Touring car competition in Japan traced its roots to the late 1960s, where early series were dominated by the Nissan Skyline GT-R C10. The Mazda Savanna RX-3 ended that run of dominance, before Group 5 machinery entered the picture in the latter half of the 1970s. The series was absorbed into the Super Silhouette class in 1979, which ran as a support category to the Fuji Grand Champion Series, and was eventually dissolved in 1984 by the All Japan Sports Prototype Championship.
The championship was revived in 1985 specifically for Group A competition, organised across three displacement-based divisions. By the late 1980s the top division featured Toyota Supras, Nissan Skylines, and the European Ford Sierra RS500, while Division 2 centred on BMW M3 competition, and the smallest class was contested between Honda Civics and Toyota Corollas.
The season's showpiece event was the InterTEC 500 km held at Fuji Speedway each November, which attracted leading drivers and teams from Europe and Australia. Tom Walkinshaw, Peter Brock, Allan Moffat, Allan Grice, and Klaus Niedzwiedz were among the international competitors who regularly made the trip. In 1987, InterTEC was incorporated into the World Touring Car Championship calendar, underscoring the event's international standing.
By 1993 the Group A championship had narrowed into a near-monoculture, with the Nissan Skyline GT-R maintaining a four-year undefeated streak in the top division. This domination, replicated in other Group A championships around the world, contributed to the decision to switch formats. Fatal accidents during this era included the death of Akira Hagiwara, who was killed in a 1986 testing session at Sportsland SUGO after his car struck a barrier and caught fire.
For 1994 the series adopted FIA Supertouring regulations, following the trend of leading national championships in Europe and Australia. The Japanese manufacturers initially entered the Nissan Primera, Honda Civic Ferio and Accord, and Toyota Corona alongside the Toyota Corolla E110. The final round of the inaugural Supertouring season was also part of the 1994 Asia-Pacific Touring Car Championship.
The only all-foreign championship victory in the Supertouring era came in 1995, when Steve Soper drove a Team Schnitzer BMW 318i to the title. By 1997 the escalating complexity and cost of the Supertouring formula, a problem affecting the ruleset internationally, prompted the series to modify its regulations, widening permitted body dimensions and increasing exhaust noise limits to improve spectator appeal. Toyota's larger Chaser model was among the cars that benefited from the widened body allowance.
The 1998 season proved to be the final chapter for the JTCC. Nissan withdrew due to financial difficulties, and Honda departed to concentrate resources on its Formula One engine supply programme through Mugen Motorsports. The company also judged it more economical to race its NSX in the Japanese Grand Touring Championship. Toyota continued alone with Corona EXIV and Chaser entries, occasionally opposed by a pair of independently operated Subaru Impreza wagons. Both Nissan and Honda subsequently participated in the British Touring Car Championship through their European branches. In 1999 a proposed new Super Silhouette Car Championship using spaceframe cars failed to materialise, and the series was abandoned as Japan's major manufacturers had by then committed their works programmes to the JGTC, the series later known as Super GT.
A relaunched JTCC was announced for 2012 using Super 2000 regulations, with a calendar combining five Japanese rounds with one event in China in collaboration with the Chinese Touring Car Championship. The project was indefinitely delayed following the 2011 Tōhoku earthquake and tsunami, and did not proceed. Touring car racing returned to Japan in 2019 in the form of the TCR Japan Touring Car Series, operating under TCR regulations as a support category to Super Formula. The TCR Japan series suffered from chronically low entry numbers throughout its existence and was discontinued at the end of the 2024 season.
The JTC/JTCC served as Japan's principal touring car platform for over a decade and created one of the era's most significant domestic racing arenas for Group A machinery. The InterTEC at Fuji Speedway functioned as an unofficial world touring car invitational, attracting the sport's leading figures from multiple continents. The Supertouring era gave Toyota, Nissan, and Honda a common national platform for factory-supported competition, and the championship's eventual collapse mirrored the broader decline of the Supertouring formula worldwide as costs outpaced competitive returns.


## WHAT THE TASK ASKS
Count the lines in the records below that contain the word "Respondents", and give that figure alone.

..............................

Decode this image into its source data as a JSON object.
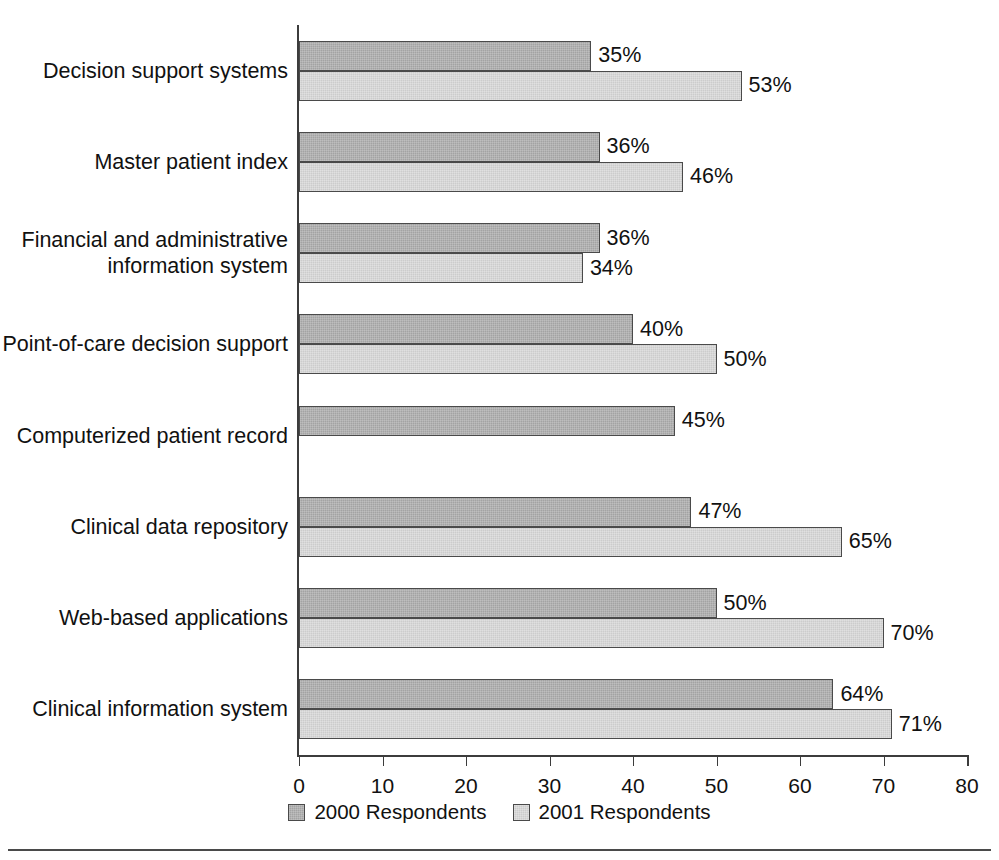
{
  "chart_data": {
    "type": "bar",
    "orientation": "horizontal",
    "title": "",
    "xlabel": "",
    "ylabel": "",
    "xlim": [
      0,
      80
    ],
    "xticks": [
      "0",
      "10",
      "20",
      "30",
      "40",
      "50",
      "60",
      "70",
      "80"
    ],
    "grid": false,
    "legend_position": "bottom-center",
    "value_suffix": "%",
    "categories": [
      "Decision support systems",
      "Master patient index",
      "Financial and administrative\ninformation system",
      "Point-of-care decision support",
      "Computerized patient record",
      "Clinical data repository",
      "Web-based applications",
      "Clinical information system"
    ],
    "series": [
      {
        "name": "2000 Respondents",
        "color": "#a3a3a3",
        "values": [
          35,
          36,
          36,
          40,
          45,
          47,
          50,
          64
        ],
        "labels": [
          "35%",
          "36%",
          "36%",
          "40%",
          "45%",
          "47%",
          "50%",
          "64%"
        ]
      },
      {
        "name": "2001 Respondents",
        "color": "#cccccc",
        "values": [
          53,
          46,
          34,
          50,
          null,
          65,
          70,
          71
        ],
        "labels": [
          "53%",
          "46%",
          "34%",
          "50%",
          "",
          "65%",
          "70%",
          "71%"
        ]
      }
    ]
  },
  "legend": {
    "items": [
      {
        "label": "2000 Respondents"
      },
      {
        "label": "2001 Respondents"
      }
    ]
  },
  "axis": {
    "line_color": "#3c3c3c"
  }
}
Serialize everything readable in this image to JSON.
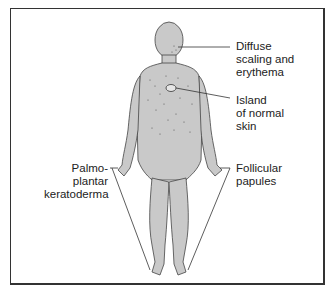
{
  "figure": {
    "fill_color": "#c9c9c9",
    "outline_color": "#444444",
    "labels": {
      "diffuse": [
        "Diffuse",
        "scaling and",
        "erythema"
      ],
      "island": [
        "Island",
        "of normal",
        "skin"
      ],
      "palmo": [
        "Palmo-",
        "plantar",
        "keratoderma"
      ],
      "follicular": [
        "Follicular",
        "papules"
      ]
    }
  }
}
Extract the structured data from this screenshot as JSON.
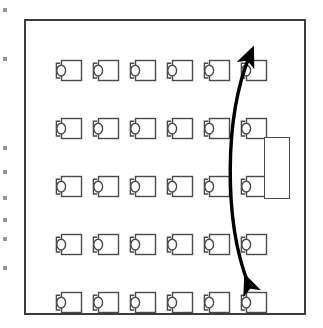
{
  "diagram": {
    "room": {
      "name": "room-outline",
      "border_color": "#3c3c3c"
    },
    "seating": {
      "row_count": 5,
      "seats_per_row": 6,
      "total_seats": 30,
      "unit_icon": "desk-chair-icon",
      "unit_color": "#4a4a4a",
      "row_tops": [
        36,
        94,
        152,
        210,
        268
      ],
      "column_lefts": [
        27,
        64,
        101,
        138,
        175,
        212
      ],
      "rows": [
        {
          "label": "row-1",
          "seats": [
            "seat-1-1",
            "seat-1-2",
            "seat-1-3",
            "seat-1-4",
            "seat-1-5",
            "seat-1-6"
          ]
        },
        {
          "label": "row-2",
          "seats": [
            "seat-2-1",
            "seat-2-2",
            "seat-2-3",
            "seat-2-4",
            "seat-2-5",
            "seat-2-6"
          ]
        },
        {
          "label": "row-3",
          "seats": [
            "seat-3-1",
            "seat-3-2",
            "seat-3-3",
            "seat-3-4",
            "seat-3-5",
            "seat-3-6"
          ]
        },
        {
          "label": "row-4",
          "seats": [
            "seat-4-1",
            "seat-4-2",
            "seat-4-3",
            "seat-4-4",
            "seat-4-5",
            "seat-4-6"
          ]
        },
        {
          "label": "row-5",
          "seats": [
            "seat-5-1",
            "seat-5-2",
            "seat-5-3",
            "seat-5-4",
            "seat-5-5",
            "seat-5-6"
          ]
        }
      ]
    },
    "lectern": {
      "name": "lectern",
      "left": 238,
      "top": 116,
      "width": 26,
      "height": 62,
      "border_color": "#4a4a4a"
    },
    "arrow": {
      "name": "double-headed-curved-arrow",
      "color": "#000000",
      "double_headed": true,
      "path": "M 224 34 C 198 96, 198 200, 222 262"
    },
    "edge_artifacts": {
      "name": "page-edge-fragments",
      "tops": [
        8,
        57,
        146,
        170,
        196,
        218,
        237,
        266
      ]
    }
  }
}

..............................

## EXERCISE ANSWER
4